According to former employees and internal records, clerks removed 1 dollar from some credit card transactions and applied it to different tickets, often older violations or traffic camera fines. That left the original ticket just short of paid in full, even though drivers believed they had cleared what they owed, and reportedly cost some people hundreds of dollars over time.

Turner declined to speak directly about the practice. His spokesman later described the dollar moves as a “workaround” for software issues, and the office says it stopped doing the adjustments last fall after consulting with the city’s Law Department.

How DETER holds trap drivers

The dollar shifting was especially painful for people already caught in DETER status, short for Drivers with Excessive Tickets Excluded from Registration. According to reporting on how parking ticket payments were handled, staff watched online and phone payments tied to DETER registration holds and sometimes deliberately pulled 1 dollar from payments that otherwise would have cleared a registration block.

That dollar was then posted to another ticket, often an older violation or a traffic camera judgment, which meant the driver’s original DETER ticket still showed a balance. People who thought they were in the clear would find out at the deputy registrar that they were still blocked and had to go back to the clerk’s office or accept bundled payment plans that swept in additional fines.

Drivers land in DETER status when they rack up multiple unpaid parking judgments. The Ohio Bureau of Motor Vehicles applies a registration block and, as the Ohio BMV explains, that block is lifted only after the judgments are paid and the BMV receives formal releases from the violation bureaus involved.

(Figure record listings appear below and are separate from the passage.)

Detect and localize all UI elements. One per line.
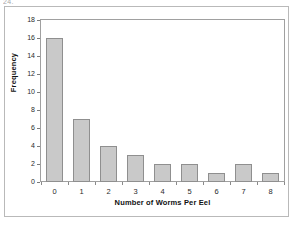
x-tick-label: 2: [95, 187, 122, 197]
y-tick-label: 2: [31, 159, 35, 168]
x-tick-label: 0: [41, 187, 68, 197]
chart-page: 24. 024681012141618 012345678 Number of …: [0, 0, 304, 225]
bar: [100, 146, 117, 182]
y-tick-label: 10: [27, 87, 35, 96]
y-tick-label: 16: [27, 33, 35, 42]
y-tick-label: 8: [31, 105, 35, 114]
y-tick-line: [37, 110, 40, 111]
bar-slot: [68, 20, 95, 182]
y-tick-line: [37, 182, 40, 183]
bar: [208, 173, 225, 182]
bar-slot: [41, 20, 68, 182]
bar: [127, 155, 144, 182]
y-tick-line: [37, 74, 40, 75]
y-tick-label: 4: [31, 141, 35, 150]
y-tick-line: [37, 164, 40, 165]
x-minor-tick: [68, 182, 69, 185]
bar: [46, 38, 63, 182]
x-tick-label: 3: [122, 187, 149, 197]
x-tick-label: 5: [176, 187, 203, 197]
x-minor-tick: [176, 182, 177, 185]
histogram-chart: 024681012141618 012345678 Number of Worm…: [4, 6, 289, 217]
x-axis-title: Number of Worms Per Eel: [40, 198, 285, 207]
bar: [235, 164, 252, 182]
y-tick-line: [37, 92, 40, 93]
page-number-artifact: 24.: [3, 0, 19, 4]
bar-slot: [230, 20, 257, 182]
y-tick-label: 0: [31, 177, 35, 186]
x-minor-tick: [203, 182, 204, 185]
bar-slot: [149, 20, 176, 182]
plot-area: [41, 20, 284, 182]
bar: [181, 164, 198, 182]
y-tick-line: [37, 38, 40, 39]
bar-slot: [176, 20, 203, 182]
y-tick-line: [37, 128, 40, 129]
x-minor-tick: [122, 182, 123, 185]
x-minor-tick: [230, 182, 231, 185]
y-axis-title: Frequency: [9, 37, 18, 109]
y-tick-label: 6: [31, 123, 35, 132]
x-minor-tick: [257, 182, 258, 185]
y-tick-line: [37, 56, 40, 57]
bar-slot: [257, 20, 284, 182]
x-tick-label: 4: [149, 187, 176, 197]
x-tick-label: 1: [68, 187, 95, 197]
x-tick-label: 7: [230, 187, 257, 197]
bar: [73, 119, 90, 182]
bar-slot: [95, 20, 122, 182]
x-minor-tick: [41, 182, 42, 185]
y-tick-label: 12: [27, 69, 35, 78]
y-tick-line: [37, 20, 40, 21]
bar-slot: [203, 20, 230, 182]
y-tick-label: 14: [27, 51, 35, 60]
bar: [262, 173, 279, 182]
x-minor-tick: [95, 182, 96, 185]
x-minor-tick: [149, 182, 150, 185]
bar: [154, 164, 171, 182]
y-tick-label: 18: [27, 15, 35, 24]
bar-slot: [122, 20, 149, 182]
bar-series: [41, 20, 284, 182]
y-tick-line: [37, 146, 40, 147]
x-tick-label: 6: [203, 187, 230, 197]
x-tick-label: 8: [257, 187, 284, 197]
x-minor-tick: [284, 182, 285, 185]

Turner’s office calls it a “workaround”

In a statement to Signal Cleveland, spokesman Obie Shelton denied that the office did anything improper and framed the dollar adjustments as a necessary patch for a flawed ticketing system. He said the goal was to stop people from clearing DETER holds by paying just one ticket online when they still had other qualifying judgments.

Shelton said the office ended the 1 dollar shifting practice last fall, after a meeting with the city’s Law Department. Trellint, formerly known as Conduent and the vendor behind the ticketing software, told reporters that its system already supports DETER tracking and that it simply followed workflow instructions from the clerk’s office.

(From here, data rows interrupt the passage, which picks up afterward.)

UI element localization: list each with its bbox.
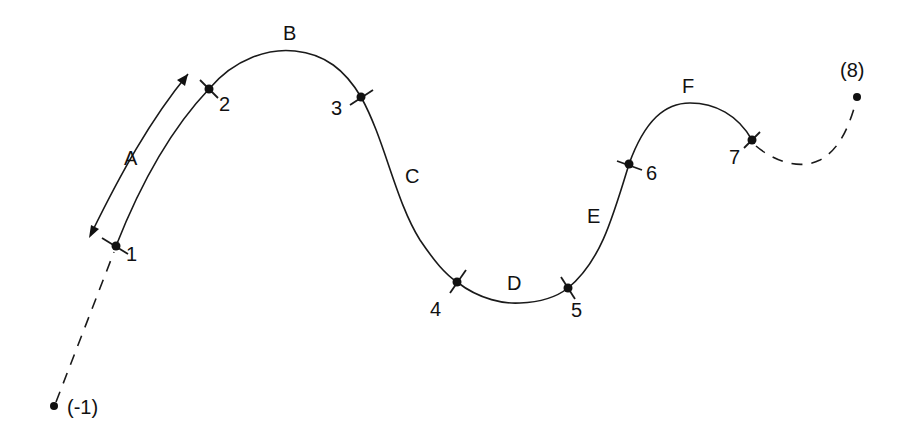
extrapolation-start [56,252,114,402]
segment-a-extent-arrow [89,74,188,238]
knot-7 [744,132,760,148]
label-segment-b: B [283,22,296,44]
extrapolation-end [756,102,856,164]
phantom-point-minus-1 [50,402,58,410]
label-segment-c: C [405,165,419,187]
knot-1 [102,238,128,254]
label-point-4: 4 [430,298,441,320]
label-segment-d: D [507,272,521,294]
label-segment-a: A [124,147,138,169]
label-point-1: 1 [126,243,137,265]
label-point-8: (8) [840,59,864,81]
segment-b [209,50,361,97]
label-segment-f: F [682,75,694,97]
label-point-6: 6 [646,162,657,184]
label-point-5: 5 [571,299,582,321]
label-point-2: 2 [219,93,230,115]
label-point-minus-1: (-1) [67,396,98,418]
knot-4 [450,270,466,293]
spline-diagram: (-1) 1 2 3 4 5 6 7 (8) A B C D E F [0,0,915,434]
label-point-3: 3 [331,97,342,119]
label-point-7: 7 [729,146,740,168]
knot-6 [617,160,642,171]
phantom-point-8 [853,93,861,101]
segment-c [361,97,457,282]
knot-3 [350,90,373,105]
knot-5 [561,277,575,299]
label-segment-e: E [587,205,600,227]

Internal memos raised red flags years ago

Axios reports that Signal Cleveland obtained internal memoranda going back to 1999 that directed clerks to “collect all they owe” before releasing a registration hold. Axios also highlighted a 2013 internal email telling managers to push drivers to pay everything, “unless the customer tells us that they know the law.”

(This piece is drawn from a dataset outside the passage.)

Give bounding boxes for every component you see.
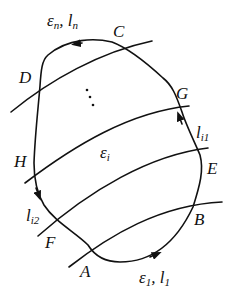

Those documents, combined with former employees’ accounts, suggest that the dollar shifting and pressure tactics continued for years despite earlier internal guidance that hinted at legal and ethical concerns.

What this means if you have Cleveland tickets

The records and testimony indicate that some motorists could not renew registrations when they should have been eligible, and that others were charged more than the minimum required to clear their holds. Critics say the practice blurred the line between legitimate judgments and older or photo enforcement fines and helped create confusion at deputy registrar counters.

Drivers who suspect they were caught up in this should ask the Clerk of Courts office for a complete payment history on their tickets, then double check their DETER status with the Ohio BMV. If the records show that payments were shifted or misapplied, you can request that the clerk’s office correct the records or issue a refund where appropriate.